We finally arrive at the submission which seems most closely to address the narrow invitation in our order of March 5, 1982. It is called "Plaintiffs Memorandum of Points and Law in Support of His Counterclaim [sic] for Damages, Travel and Transportation Expenses Growing Out of His Alleged Unlawful Removal and Reassignment from Frankfurt, West Germany, to Alexandria, Virginia.” The scope of that invitation is entirely clear from the order itself.

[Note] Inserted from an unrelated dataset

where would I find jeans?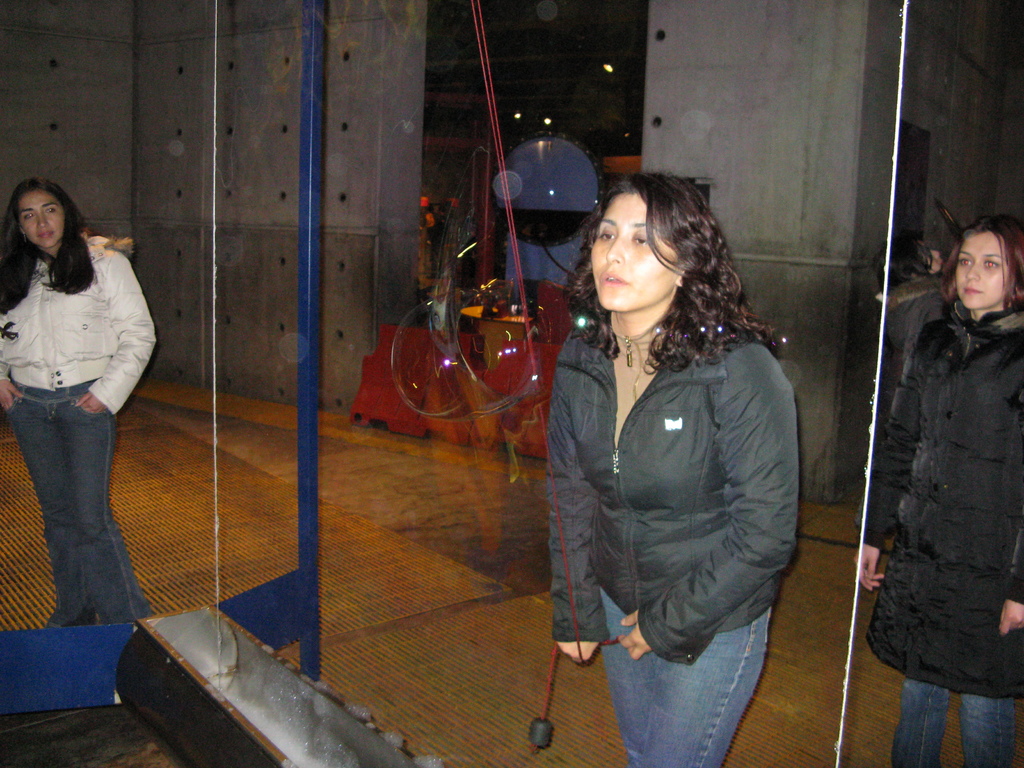
At 5/369/135/654.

It was for the purpose of
pressing a claim * * * that he was not in fact reimbursed for his 1981 travel expenses from Germany to Alexandria, as authorized by DD Forms 1614 executed on April 27 and 28,1981 * * * [Emphasis supplied.]

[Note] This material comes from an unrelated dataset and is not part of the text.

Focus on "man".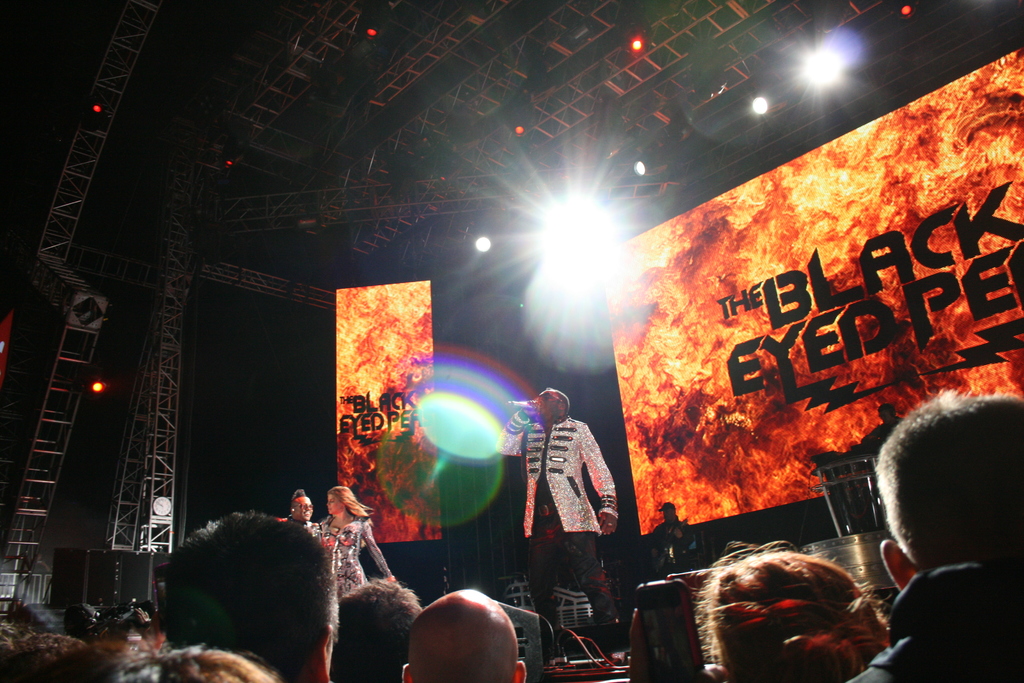
Focused at <box>396,591,525,682</box>.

It was and is our understanding that through those forms defendant accepted responsibility for the expenses described therein and that the sole remaining issue was a factual one — whether plaintiff was in fact paid pursuant to those authorizations.
We have carefully examined plaintiffs "counterclaim.” It does not at any point refer, directly or indirectly, to the payments or authorizations specifically noted in our order of March 5, 1982. Plaintiff has therefore failed to press a claim for nonpayment of the amounts authorized by the DD Forms 1614 executed on April 27 and 28, 1981. Pursuant to our order, his claims must be dismissed.
it is therefore ordered that plaintiff is granted leave to file his various motions submitted on April 5, 1982, and, after careful consideration of the parties’ submissions and without oral argument, that (1) plaintiffs motion for reconsideration is denied; (2) plaintiffs motion to amend the pleadings is denied; and (3) pursuant to our order of March 5, 1982, in this case, plaintiffs claims are dismissed in their entirety.
We recognize that the agency is operating in that area where personnel actions are governed by regulations which do not always bear a direct, one-to-one relationship with the sections of the statute. Rather, they develop a general regulatory scheme based on a group of sections, in this case a subchapter, 5 U.S.C. §§5721-5733, taken as a whole. Whatever the merits or demerits of this regulatory approach, the statute’s language must ultimately control and we must consider the travel agreement in its statutory context.